Dr. Dean de la Motte will discuss his first novel about Branwell Brontë
McKillop Library will host an author talk with Dr. Dean de la Motte, professor of modern languages at Salve Regina, to discuss his first book entitled “Oblivion: The Lost Diaries of Branwell Brontë.” The book focuses on the life of Branwell Brontë, the only brother of the famous Brontë sisters, through a journey across the north of England.
The talk will be held on Wednesday, Oct. 12, from 4-5:30 p.m. on the first floor of McKillop Library. To register for the event, go here.
“Oblivion” traces Branwell’s meandering journey across the north of England, from the Fells of the Lake District to the ocean cliffs of Scarborough, from the smoky streets of industrial Halifax to the windswept moors above Haworth, encountering such notables as Hartley Coleridge and Franz Liszt.
Through Brontë’s experiences, one can contemplate the ineffable but fleeting ecstasy of sex, the existence of God, the nature of addiction, the desire for fame and the bitter resentment of poets and intellectuals, who feel unappreciated by an increasingly materialistic mechanized society in a century rapidly transitioning to modernity.

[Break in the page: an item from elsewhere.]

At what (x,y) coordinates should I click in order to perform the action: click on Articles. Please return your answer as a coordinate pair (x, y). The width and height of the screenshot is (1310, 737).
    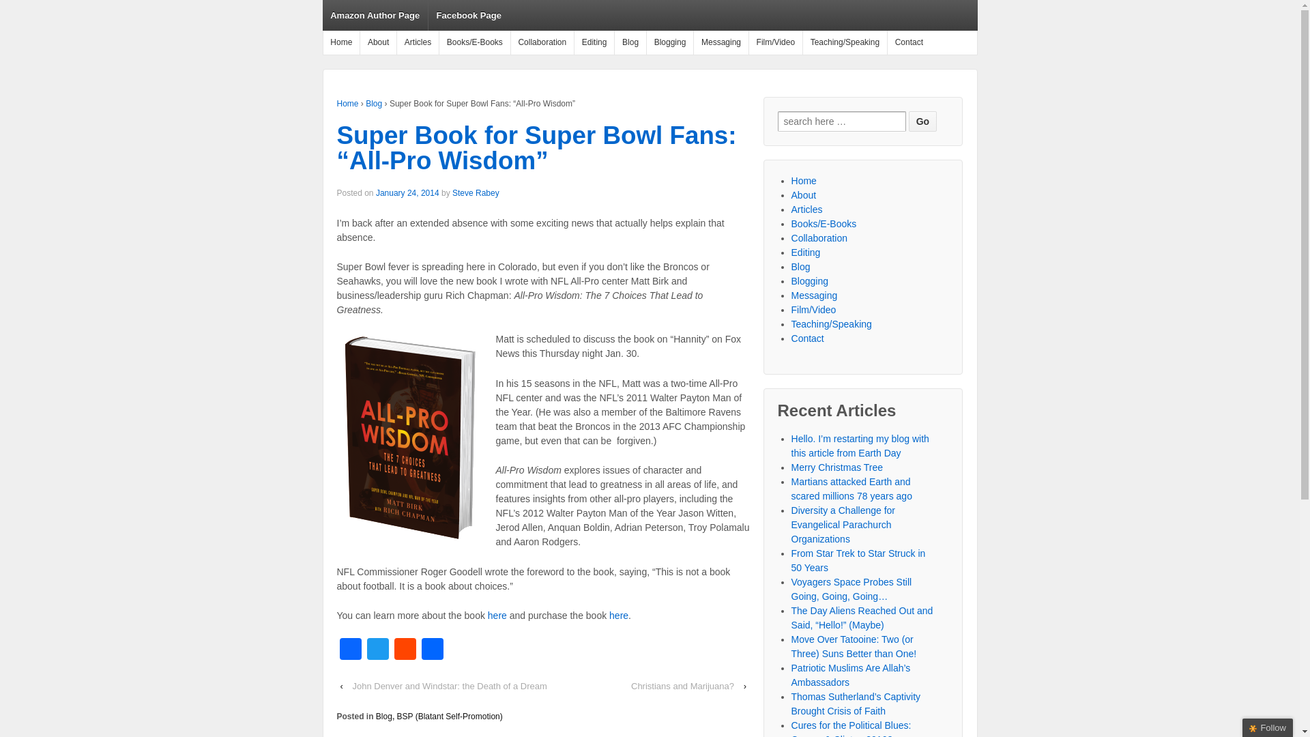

Dr. de la Motte earned degrees in comparative literature from the University of California and the University of North Carolina. He studied French at the University de Poitiers and German at the Deutsche Schule of Middlebury College. The co-editor of “Making the News: Modernity and the Mass Press in Nineteenth-Century France” and “Approaches to Teaching Stendhal’s The Red and the Black,” he has published a wide range of articles on nineteenth-century French literature and culture and numerous essays on the teaching of literature.
From 2000 to 2014 he worked as a chief academic officer, including eight years as the provost of Salve Regina. He now teaches courses in French and English, including an annual seminar entitled Scribblemania: The Brontës and the Passion of Writing. In the fall of 2021, he was a visiting scholar in Lyon, France. “Oblivion” is his first book.
The talk will be held on Wednesday, Oct. 12, from 4-5:30 p.m. on the first floor of McKillop Library. To register for the event, go here.